After 47 days on a hunger strike, Iranians Azita Aslami and Mohammad Mehdi Neshat may finally get what they want: a residence permit to stay in The Netherlands.
The Dutch government says Iran is a safe country, but Aslami and Neshat don’t agree.
They decided to quit their hunger strike on Tuesday because the Dutch Immigration and Naturalisation Service is now reconsidering their applications.
On June 30, eight Iranian asylum seekers had embarked on a hunger strike to protest the Dutch asylum-seeking procedure.
Since then, six had ended their protest, with some being hospitalised, leaving only Aslami and Neshat. Last Friday, three other Iranians also embarked on a hunger strike for the same reasons.
The Minister of Alien Affairs and Integration, Rita Verdonk, who is in charge of asylum procedures, recently told Dutch news agency ANP: “I don’t feel responsible when one of the Iranian asylum seekers whose applications were rejected dies.”
Before 2001, the Dutch media sporadically covered news about a group of 26Â 000 asylum seekers who had been waiting after applying for asylum under old legislation.
In 2001, the legislation changed to make it more difficult for foreigners to apply for asylum. This is when television series Project 26Â 000 saw the light.
Project 26Â 000 is produced by more than 100 Dutch filmmakers who “want to give a face to a large group of asylum seekers who will be expelled from The Netherlands over the next three years, [and explain] the feelings and view of a great [many] Dutch people [who] don’t feel … the asylum seekers have to leave”, according to its website.
Some of the 26Â 000 asylum seekers who applied for a residence permit under the old legislation have already lived in The Netherlands longer than three years, and some even for eight years.
“Most of the 26Â 000 people were already rejected earlier, but are still trying to get a permit through court. They make the decision to stay themselves,” says Verdonk on her website. “We cannot give them a residence permit now, because then it will look as if going to court and waiting gets rewarded.”
From the group of 26Â 000, 5Â 000 have left The Netherlands. A thousand returned to their home countries voluntarily, 300 were deported and 1Â 700 got residence permits. About 2Â 000 people left the special accommodation facilities without a designated destination and “disappeared”.
By the end of next year, the remaining asylum seekers must either have a residence permit or leave the country.
On her website, the minister says: “If their application is rejected, we will help them return via an individual departure project. I know this leads to good results, since never before so many asylum seekers have used these facilities to return to their home country.”
In 2004, almost 10Â 000 people asked for asylum in The Netherlands, and 4Â 050 got a resident permit.
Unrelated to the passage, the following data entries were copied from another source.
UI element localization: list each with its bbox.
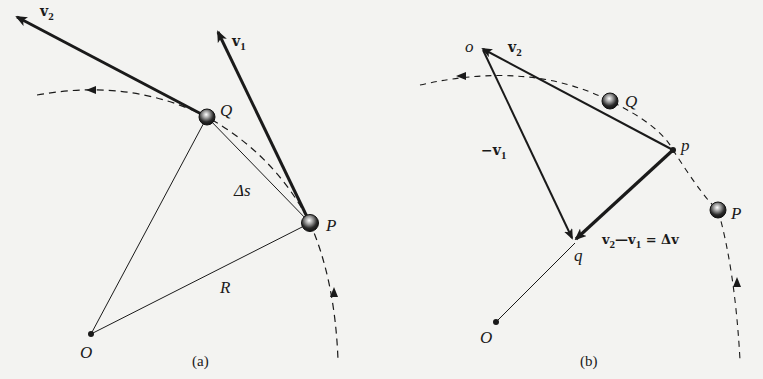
- path-direction-arrow-icon: [733, 277, 741, 287]
- label-delta-s: Δs: [233, 181, 251, 200]
- panel-a: v2 v1 Q Δs P R O (a): [17, 3, 338, 370]
- panel-b: o v2 Q p −v1 P v2—v1 = Δv q O (b): [420, 37, 741, 370]
- label-v2: v2: [39, 3, 54, 22]
- label-neg-v1: −v1: [481, 142, 506, 161]
- label-O: O: [480, 328, 492, 347]
- label-R: R: [219, 278, 231, 297]
- radius-OQ: [91, 117, 207, 334]
- caption-b: (b): [580, 353, 598, 370]
- vector-v2: [17, 17, 207, 117]
- label-v2: v2: [507, 39, 522, 58]
- label-Q: Q: [625, 92, 637, 111]
- ball-P: [302, 215, 319, 232]
- ball-P: [710, 202, 726, 218]
- label-O: O: [80, 343, 92, 362]
- origin-point: [88, 331, 94, 337]
- point-p: [670, 147, 676, 153]
- origin-point: [493, 319, 499, 325]
- chord-line: [207, 117, 310, 223]
- label-P: P: [730, 204, 741, 223]
- vector-delta-v: [576, 150, 673, 239]
- vector-v2: [483, 49, 673, 150]
- label-o: o: [465, 37, 474, 56]
- label-v1: v1: [231, 33, 246, 52]
- circular-path-dashed: [37, 90, 338, 360]
- ball-Q: [602, 93, 618, 109]
- caption-a: (a): [192, 353, 209, 370]
- radius-Oq: [496, 243, 575, 322]
- vector-v1: [218, 32, 310, 223]
- circular-motion-diagram: v2 v1 Q Δs P R O (a) o v2 Q p −v1 P: [0, 0, 763, 379]
- label-P: P: [325, 216, 336, 235]
- path-direction-arrow-icon: [86, 86, 96, 94]
- label-delta-v-equation: v2—v1 = Δv: [601, 232, 679, 250]
- radius-OP: [91, 223, 310, 334]
- label-p: p: [680, 136, 690, 155]
- ball-Q: [199, 109, 215, 125]
- circular-path-dashed: [420, 76, 740, 360]
- label-Q: Q: [220, 101, 232, 120]
- label-q: q: [574, 246, 583, 265]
Most of the asylum seekers originate from Surinam, Morocco, Turkey, Somalia, Iraq, Iran, Afghanistan, the Dutch Antilles and Aruba, and Tunisia. They seek work in The Netherlands or stay with family members who are already there.
Many asylum seekers nowadays live in special small facilities, far away from the cities. They share rooms with other families and often don’t have private bathrooms or toilets. Each of them receives â,¬38 (about R300) per week for food and clothes.
The Dutch government pays for basic medical attention, but asylum seekers often struggle to find a doctor, a translator and transport.
Dutch people often know asylum seekers in their neighbourhood, at work or school, or have joined protests regarding small children who are sent back to their home countries, despite being fully integrated into Dutch society: they have Dutch friends, go to a Dutch school and speak Dutch.
The children are forced to return to their parents’ country of origin; a country they have never been to, where they don’t speak the language and which doesn’t have good schools and medical facilities such as those in The Netherlands.
Human Rights Watch, an international human rights organisation, is not happy with the situation in The Netherlands. It says the quota of people who are being refused, in order to discourage new people coming into the country, is more important to the government than checking if the home countries of those who are rejected are safe.
“We fear that the current deportation proposals represent a further degradation of The Netherlands’ commitment to the right to seek asylum and the principle of nonrefoulement [not sending refugees back to their countries if their lives or freedom are threatened there], and signal a continuing and disturbing trend on the part of Dutch authorities to depart from international standards in its treatment of asylum seekers and migrants,” Human Rights Watch says on its website.
The Dutch government is working to integrate successful asylum seekers better into society by forcing them to complete an integration course. New asylum seekers have to pass a Dutch language exam in their own country and need to have an income of more than 120% of the minimum wage.
Says Verdonk on her website: “Immigrants have to pay for their residence permit themselves. With this, the Dutch government will make â,¬15-million in 2007.”